The Defense Advanced Research Projects Agency, for example, is to receive $3.1 billion, about a 10 percent increase, and the chemical and biological defense program will get $1.5 billion, a jump of $84 million above the request. The Israeli Arrow theater missile defense program is funded at $136 million, which is $58 million above the administration request.
The Joint Improvised Explosive Device Defeat Organization will receive $1.9 billion to test and field new jammers to counter roadside bombs in Iraq and Afghanistan.
The big gains in 2007 defense R&D plans, however, are in the non-research portion, weapons development, which are to grow by 5.2 percent to $62 billion.
The Air Force and the Missile Defense Agency receive the largest increases, with $24.5 billion going to the Air Force, more than10 percent over 2006. That compares to $11 billion for the Army, a 6 percent increase, and $18.7 billion for the Navy and Marines, a 6 percent decrease.
The Missile Defense Agency, struggling to develop a system to protect the nation against ballistic missile attack, is to get $9.4 billion, an increase of $1.6 billion and $110 million above the administration’s request.
The single largest development project in the Defense Department –- and the entire federal government –- is the joint strike fighter, a Navy-Air Force program, which the administration proposed to fund at $4.2 billion in 2007.

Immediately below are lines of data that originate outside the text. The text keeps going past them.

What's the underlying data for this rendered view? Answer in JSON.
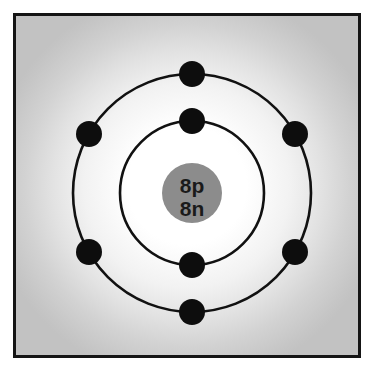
{
  "diagram": {
    "frame": {
      "border_color": "#151515",
      "background_center_color": "#ffffff",
      "background_edge_color": "#c6c6c6"
    },
    "nucleus": {
      "label_protons": "8p",
      "label_neutrons": "8n",
      "fill_color": "#8c8c8c",
      "text_color": "#1a1a1a",
      "center_x": 176,
      "center_y": 177,
      "radius": 30
    },
    "shells": [
      {
        "name": "inner-shell",
        "radius": 72,
        "electron_count": 2,
        "stroke_color": "#111111",
        "electron_angles_deg": [
          270,
          90
        ]
      },
      {
        "name": "outer-shell",
        "radius": 119,
        "electron_count": 6,
        "stroke_color": "#111111",
        "electron_angles_deg": [
          270,
          330,
          30,
          90,
          150,
          210
        ]
      }
    ],
    "electron": {
      "radius": 13,
      "fill_color": "#0d0d0d"
    },
    "electrons": [
      {
        "shell": "inner-shell",
        "x": 176,
        "y": 105
      },
      {
        "shell": "inner-shell",
        "x": 176,
        "y": 249
      },
      {
        "shell": "outer-shell",
        "x": 176,
        "y": 58
      },
      {
        "shell": "outer-shell",
        "x": 279,
        "y": 118
      },
      {
        "shell": "outer-shell",
        "x": 279,
        "y": 236
      },
      {
        "shell": "outer-shell",
        "x": 176,
        "y": 296
      },
      {
        "shell": "outer-shell",
        "x": 73,
        "y": 236
      },
      {
        "shell": "outer-shell",
        "x": 73,
        "y": 118
      }
    ]
  }
}
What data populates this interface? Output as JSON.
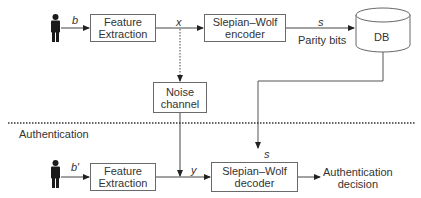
{
  "enrollment": {
    "user_input_label": "b",
    "feature_extraction": {
      "line1": "Feature",
      "line2": "Extraction"
    },
    "feature_output_label": "x",
    "encoder": {
      "line1": "Slepian–Wolf",
      "line2": "encoder"
    },
    "encoder_output_label": "s",
    "parity_label": "Parity bits",
    "database": "DB"
  },
  "noise_channel": {
    "line1": "Noise",
    "line2": "channel"
  },
  "divider": {
    "section_label": "Authentication"
  },
  "authentication": {
    "user_input_label": "b′",
    "feature_extraction": {
      "line1": "Feature",
      "line2": "Extraction"
    },
    "feature_output_label": "y",
    "db_to_decoder_label": "s",
    "decoder": {
      "line1": "Slepian–Wolf",
      "line2": "decoder"
    },
    "decision": {
      "line1": "Authentication",
      "line2": "decision"
    }
  }
}
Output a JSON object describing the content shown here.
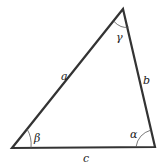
{
  "diagram": {
    "type": "triangle",
    "vertices": {
      "top": [
        123,
        9
      ],
      "bottom_left": [
        12,
        148
      ],
      "bottom_right": [
        155,
        147
      ]
    },
    "sides": {
      "a": "a",
      "b": "b",
      "c": "c"
    },
    "angles": {
      "alpha": "α",
      "beta": "β",
      "gamma": "γ"
    },
    "colors": {
      "stroke": "#333333",
      "arc": "#555555",
      "label": "#222222"
    }
  }
}
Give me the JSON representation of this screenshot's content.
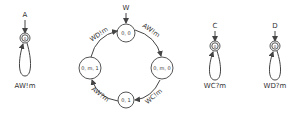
{
  "diagram": {
    "type": "state-machine",
    "colors": {
      "stroke": "#444444",
      "text": "#333333",
      "background": "#ffffff"
    },
    "machines": [
      {
        "id": "A",
        "entry_label": "A",
        "state_label": "0",
        "loop_label": "AW!m"
      },
      {
        "id": "W",
        "entry_label": "W",
        "states": [
          {
            "id": "s00",
            "label": "0, 0"
          },
          {
            "id": "s0m0",
            "label": "0, m, 0"
          },
          {
            "id": "s01",
            "label": "0, 1"
          },
          {
            "id": "s0m1",
            "label": "0, m, 1"
          }
        ],
        "edges": [
          {
            "from": "s00",
            "to": "s0m0",
            "label": "AW!m"
          },
          {
            "from": "s0m0",
            "to": "s01",
            "label": "WC!m"
          },
          {
            "from": "s01",
            "to": "s0m1",
            "label": "AW?m"
          },
          {
            "from": "s0m1",
            "to": "s00",
            "label": "WD!m"
          }
        ]
      },
      {
        "id": "C",
        "entry_label": "C",
        "state_label": "0",
        "loop_label": "WC?m"
      },
      {
        "id": "D",
        "entry_label": "D",
        "state_label": "0",
        "loop_label": "WD?m"
      }
    ]
  }
}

Congress, however, trimmed 2007 purchases of joint strike fighters from five to two, saving $389 million and delaying production of the aircraft to permit additional testing and design improvements. Legislators sweetened that cut by adding $340 million to continue developing a second source for JSF aircraft engines and directing the Pentagon to include funding for that program in 2008.
As long as immediate combat needs have to be funded, research and development is going to be lower on the priority list, Koizumi said. The R&D community, however, is seeking a way, over the long haul, to increase its portion of the budget.
“One idea that is gaining support is for the Pentagon to set aside 3 percent of its annual budget for science and technology,” he noted. “It was endorsed in the 2001 Quadrennial Defense Review, but it wasn’t mentioned in the most recent one.”
The Pentagon’s budget requests have never met the 3 percent level, he said. “It’s been up to Congress to meet that target with add-ons each year.”
Concern, however, is growing about reliance on earmarks in the wake of several scandals involving members of Congress caught taking bribes for doling them out, Koizumi said. “Reform proposals so far have focused on bringing greater transparency to the process,” he noted, “but that seems unlikely to have much impact in an environment where members of Congress are mostly eager to take credit for earmarks they have steered to their districts or states.”
Meanwhile, universities, localities and research institutions are scrambling to lobby on Capitol Hill for their shares of increasingly scarce funds. “In such an environment, the recent trend of ever-increasing R&D earmarks within flat R&D budgets is likely to continue,” Koizumi said.